The Holy Grail of reusable style frameworks is to provide ways to change colors easily. After all, sites need to match the brand identity. Exposing SASS variables like Bootstrap's $brand-color
, Foundation's $primary-color
, and Kendo UI's $accent
allow this. But what if scripts need the values of these variables?
We had this problem while developing Kendo UI for Angular. The styles of the charting package follow the theme design, with the same colors as defined in SCSS. Simply copying the color values in the chart scripts is duplication, and would make the charts look different if customers change the theme colors. So why not encode these variables in the CSS, and let the script read them from there? This creates a single source of truth for the colors - the SCSS code.
The data
Here is the data that we needed to pass from SCSS:
$color: #bada55;
$number: 10;
$size: 12px;
$font: Arial, Helvetica, sans-serif;
Ideally, this should be its representation in JSON:
{
"color": "#bada55",
"number": 10,
"size": "12px",
"font": "Arial, Helvetica, sans-serif"
}
A simple encoding
One way to tackle this problem is to have one selector per variable, following a pattern:
.--var-color { color: $color; }
.--var-number { margin-top: $number; }
.--var-size { font-size: $size; }
.--var-font { font-family: $font; }
And the values can be extracted through the following script:
// variables and their types
var variables = {
color: "color",
number: "margin-top",
size: "font-size",
font: "font-family"
};
// use computedStyle to get their values
var element = document.createElement("div");
document.body.appendChild(element);
var result = Object.keys(variables).reduce((obj, name) => {
element.className = `--var-${name}`;
var computed = window.getComputedStyle(element, null);
obj[name] = computed.getPropertyValue(variables[name]);
return obj;
}, {});
document.body.removeChild(element);
While inefficient, the above code shows that the approach is working, and works pretty good for a few variables.
Less code...
Writing out every CSS rule gets tedious and is prone to typos.

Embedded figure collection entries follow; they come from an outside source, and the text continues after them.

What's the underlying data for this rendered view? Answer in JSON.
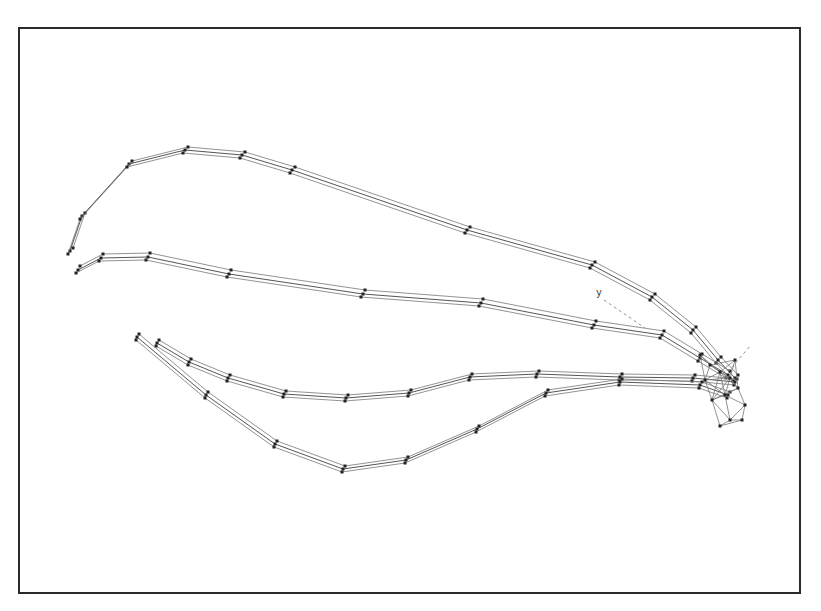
{
  "figure": {
    "label_y": "y",
    "colors": {
      "frame": "#2a2a2a",
      "vein": "#555555",
      "point": "#222222",
      "background": "#ffffff"
    }
  },
  "veins": [
    {
      "name": "costal-vein",
      "offsets": [
        [
          0,
          0
        ],
        [
          3,
          -3
        ],
        [
          -2,
          3
        ]
      ],
      "points": [
        [
          70,
          251
        ],
        [
          82,
          216
        ],
        [
          129,
          164
        ],
        [
          185,
          150
        ],
        [
          242,
          155
        ],
        [
          292,
          170
        ],
        [
          467,
          230
        ],
        [
          592,
          265
        ],
        [
          652,
          297
        ],
        [
          693,
          330
        ],
        [
          718,
          360
        ],
        [
          735,
          378
        ]
      ]
    },
    {
      "name": "radial-vein",
      "offsets": [
        [
          0,
          0
        ],
        [
          2,
          -4
        ],
        [
          -2,
          3
        ]
      ],
      "points": [
        [
          78,
          270
        ],
        [
          101,
          258
        ],
        [
          148,
          257
        ],
        [
          229,
          274
        ],
        [
          363,
          294
        ],
        [
          481,
          303
        ],
        [
          594,
          325
        ],
        [
          662,
          335
        ],
        [
          700,
          358
        ],
        [
          728,
          375
        ]
      ]
    },
    {
      "name": "medial-vein",
      "offsets": [
        [
          0,
          0
        ],
        [
          2,
          -3
        ],
        [
          -1,
          3
        ]
      ],
      "points": [
        [
          157,
          343
        ],
        [
          189,
          362
        ],
        [
          228,
          378
        ],
        [
          284,
          394
        ],
        [
          346,
          398
        ],
        [
          409,
          393
        ],
        [
          470,
          377
        ],
        [
          537,
          374
        ],
        [
          620,
          377
        ],
        [
          693,
          378
        ],
        [
          735,
          382
        ]
      ]
    },
    {
      "name": "cubital-vein",
      "offsets": [
        [
          0,
          0
        ],
        [
          2,
          -3
        ],
        [
          -1,
          3
        ]
      ],
      "points": [
        [
          137,
          337
        ],
        [
          206,
          395
        ],
        [
          275,
          444
        ],
        [
          343,
          469
        ],
        [
          406,
          460
        ],
        [
          477,
          429
        ],
        [
          546,
          393
        ],
        [
          620,
          382
        ],
        [
          700,
          385
        ],
        [
          728,
          395
        ]
      ]
    }
  ],
  "apex_cluster": {
    "points": [
      [
        700,
        355
      ],
      [
        710,
        365
      ],
      [
        720,
        372
      ],
      [
        730,
        378
      ],
      [
        738,
        388
      ],
      [
        745,
        405
      ],
      [
        742,
        420
      ],
      [
        730,
        420
      ],
      [
        720,
        426
      ],
      [
        712,
        400
      ],
      [
        705,
        380
      ],
      [
        725,
        395
      ],
      [
        735,
        360
      ]
    ]
  },
  "guide_lines": [
    {
      "name": "y-axis-guide",
      "from": [
        604,
        300
      ],
      "to": [
        645,
        328
      ]
    },
    {
      "name": "x-axis-guide",
      "from": [
        728,
        372
      ],
      "to": [
        750,
        346
      ]
    }
  ]
}
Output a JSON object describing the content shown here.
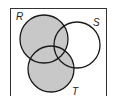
{
  "diagram": {
    "type": "venn",
    "sets": [
      {
        "label": "R",
        "shaded": true
      },
      {
        "label": "S",
        "shaded": false
      },
      {
        "label": "T",
        "shaded": true
      }
    ],
    "shaded_region": "R ∪ T",
    "colors": {
      "shade": "#c8c8c8",
      "stroke": "#1a1a1a",
      "background": "#ffffff"
    }
  }
}
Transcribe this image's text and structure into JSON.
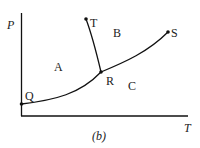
{
  "diagram": {
    "type": "phase-diagram",
    "caption": "(b)",
    "axes": {
      "x_label": "T",
      "y_label": "P"
    },
    "points": [
      {
        "id": "Q",
        "label": "Q"
      },
      {
        "id": "R",
        "label": "R"
      },
      {
        "id": "S",
        "label": "S"
      },
      {
        "id": "T",
        "label": "T"
      }
    ],
    "regions": [
      {
        "id": "A",
        "label": "A"
      },
      {
        "id": "B",
        "label": "B"
      },
      {
        "id": "C",
        "label": "C"
      }
    ],
    "curves": [
      {
        "from": "Q",
        "to": "R"
      },
      {
        "from": "R",
        "to": "S"
      },
      {
        "from": "R",
        "to": "T"
      }
    ],
    "colors": {
      "line": "#111111",
      "text": "#222222",
      "background": "#ffffff"
    }
  }
}
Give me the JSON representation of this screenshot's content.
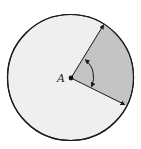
{
  "diagram": {
    "type": "circle-sector",
    "center_label": "A",
    "colors": {
      "circle_fill": "#efefef",
      "sector_fill": "#c4c4c4",
      "stroke": "#1a1a1a",
      "background": "#ffffff"
    }
  }
}
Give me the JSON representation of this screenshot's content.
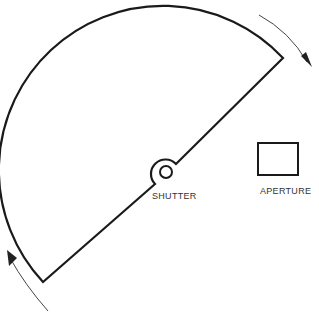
{
  "diagram": {
    "labels": {
      "shutter": "SHUTTER",
      "aperture": "APERTURE"
    },
    "elements": [
      {
        "id": "shutter-blade",
        "shape": "semicircle",
        "description": "semicircular shutter blade with hub"
      },
      {
        "id": "aperture",
        "shape": "rectangle"
      },
      {
        "id": "rotation-arrow-top",
        "direction": "clockwise"
      },
      {
        "id": "rotation-arrow-bottom",
        "direction": "clockwise"
      }
    ],
    "colors": {
      "stroke": "#1a1a1a",
      "arrow": "#444444",
      "text": "#333333"
    }
  }
}
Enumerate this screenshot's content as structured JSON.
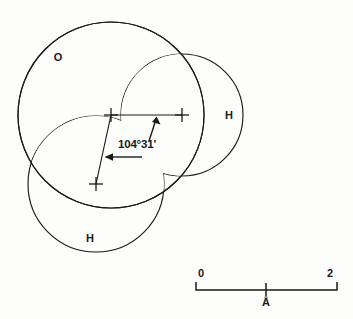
{
  "figure": {
    "background_color": "#fdfdfc",
    "line_color": "#1a1a1a"
  },
  "atoms": [
    {
      "id": "oxygen",
      "label": "O",
      "label_x": 58,
      "label_y": 61,
      "center_x": 111,
      "center_y": 115,
      "radius": 93
    },
    {
      "id": "hydrogen-right",
      "label": "H",
      "label_x": 229,
      "label_y": 119,
      "center_x": 182,
      "center_y": 115,
      "radius": 61
    },
    {
      "id": "hydrogen-lower",
      "label": "H",
      "label_x": 90,
      "label_y": 242,
      "center_x": 96,
      "center_y": 184,
      "radius": 68
    }
  ],
  "nuclei_markers": [
    {
      "id": "oxygen-nucleus",
      "x": 111,
      "y": 115
    },
    {
      "id": "hydrogen-right-nucleus",
      "x": 182,
      "y": 115
    },
    {
      "id": "hydrogen-lower-nucleus",
      "x": 96,
      "y": 184
    }
  ],
  "bonds": [
    {
      "id": "bond-o-h-right",
      "x1": 111,
      "y1": 115,
      "x2": 182,
      "y2": 115
    },
    {
      "id": "bond-o-h-lower",
      "x1": 111,
      "y1": 115,
      "x2": 96,
      "y2": 184
    }
  ],
  "annotation": {
    "angle_text": "104°31'",
    "angle_label_x": 118,
    "angle_label_y": 148,
    "arrow_to_horizontal_bond": {
      "tail_x": 149,
      "tail_y": 141,
      "tip_x": 156,
      "tip_y": 119
    },
    "arrow_to_diagonal_bond": {
      "tail_x": 142,
      "tail_y": 157,
      "tip_x": 106,
      "tip_y": 157
    }
  },
  "scale_bar": {
    "left_label": "0",
    "right_label": "2",
    "unit_label": "Å",
    "x_start": 196,
    "x_end": 337,
    "y_baseline": 290,
    "tick_x": 266,
    "left_label_x": 198,
    "right_label_x": 333,
    "label_y": 277,
    "unit_label_x": 266,
    "unit_label_y": 306
  }
}
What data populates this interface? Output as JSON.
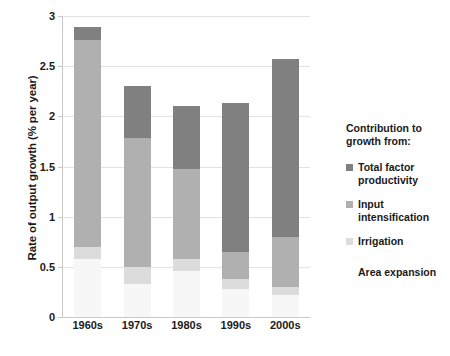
{
  "chart_data": {
    "type": "bar",
    "subtype": "stacked",
    "title": "",
    "xlabel": "",
    "ylabel": "Rate of output growth (% per year)",
    "categories": [
      "1960s",
      "1970s",
      "1980s",
      "1990s",
      "2000s"
    ],
    "ylim": [
      0,
      3
    ],
    "yticks": [
      "0",
      "0.5",
      "1",
      "1.5",
      "2",
      "2.5",
      "3"
    ],
    "ytick_values": [
      0,
      0.5,
      1,
      1.5,
      2,
      2.5,
      3
    ],
    "grid": true,
    "legend_position": "right",
    "series": [
      {
        "name": "Area expansion",
        "color": "#f7f7f7",
        "values": [
          0.58,
          0.33,
          0.46,
          0.28,
          0.22
        ]
      },
      {
        "name": "Irrigation",
        "color": "#dcdcdc",
        "values": [
          0.12,
          0.17,
          0.12,
          0.1,
          0.08
        ]
      },
      {
        "name": "Input intensification",
        "color": "#b0b0b0",
        "values": [
          2.06,
          1.28,
          0.9,
          0.27,
          0.5
        ]
      },
      {
        "name": "Total factor productivity",
        "color": "#808080",
        "values": [
          0.13,
          0.52,
          0.62,
          1.48,
          1.77
        ]
      }
    ],
    "totals": [
      2.89,
      2.3,
      2.1,
      2.13,
      2.57
    ]
  },
  "legend": {
    "title": "Contribution to growth from:",
    "entries": [
      {
        "label": "Total factor productivity",
        "color": "#808080"
      },
      {
        "label": "Input intensification",
        "color": "#b0b0b0"
      },
      {
        "label": "Irrigation",
        "color": "#dcdcdc"
      }
    ],
    "footer": "Area expansion"
  }
}
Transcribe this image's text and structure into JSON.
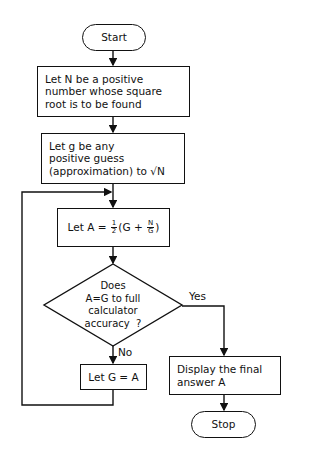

Why not generate the CSS?
$exported: (
color: $color,
number: $number,
size: $size,
font: $font
);
@each $name, $value in $exported {
.--var-#{$name} {
font-family: "#{$value}";
}
}
Since we use the font-family
property to transfer the data, and it is always a string, it allows the script code to be simplified as well:
// variables, no need for types
var variables = [ "color", "margin-top", "font-size", "font-family" ];
// use computedStyle to get their values
var element = document.createElement("div");
document.body.appendChild(element);
var result = variables.reduce((obj, name) => {
element.className = `--var-${name}`;
obj[name] = window.getComputedStyle(element, null).fontFamily;
return obj;
}, {});
document.body.removeChild(element);
... and faster
All these DOM manipulations - calling getComputedStyle
, setting className
- can get costly for the application startup time. How can the DOM code be reduced? If there is a more efficient way of passing information, and the code uses a single element. Luckily, there is such a way -- through the content of pseudo elements.
$exported: (
color: $color,
number: $number,
size: $size,
font: $font
);
$json-list: ();
@each $name, $value in $exported {
$json-list: append($json-list,
unquote('"#{$name}": "#{$value}"'),
comma
);
}
#--variable-info::after {
content: '{ #{$json-list} }';
display: none;
}
The above allows us to simplify the script code to:
var element = document.createElement("div");
element.setAttribute("id", "--variable-info");
document.body.appendChild(element);
// get the generated content
var content = window.getComputedStyle(element, '::after').content;
// generated content is a quoted string, thus the need for two passes
var result = JSON.parse(JSON.parse(content));
document.body.removeChild(element);
And voila! JSON strings in CSS, read from scripts.
Applications
The above code has no dependencies, and is pretty straightforward to use. In Kendo UI, it simplifies the work of both the library developers and the library consumers, and makes switching themes a breeze. Other uses are perhaps theme customization tools that want to encode information about a theme in CSS.
Using this in your own projects? Let me know in the comments!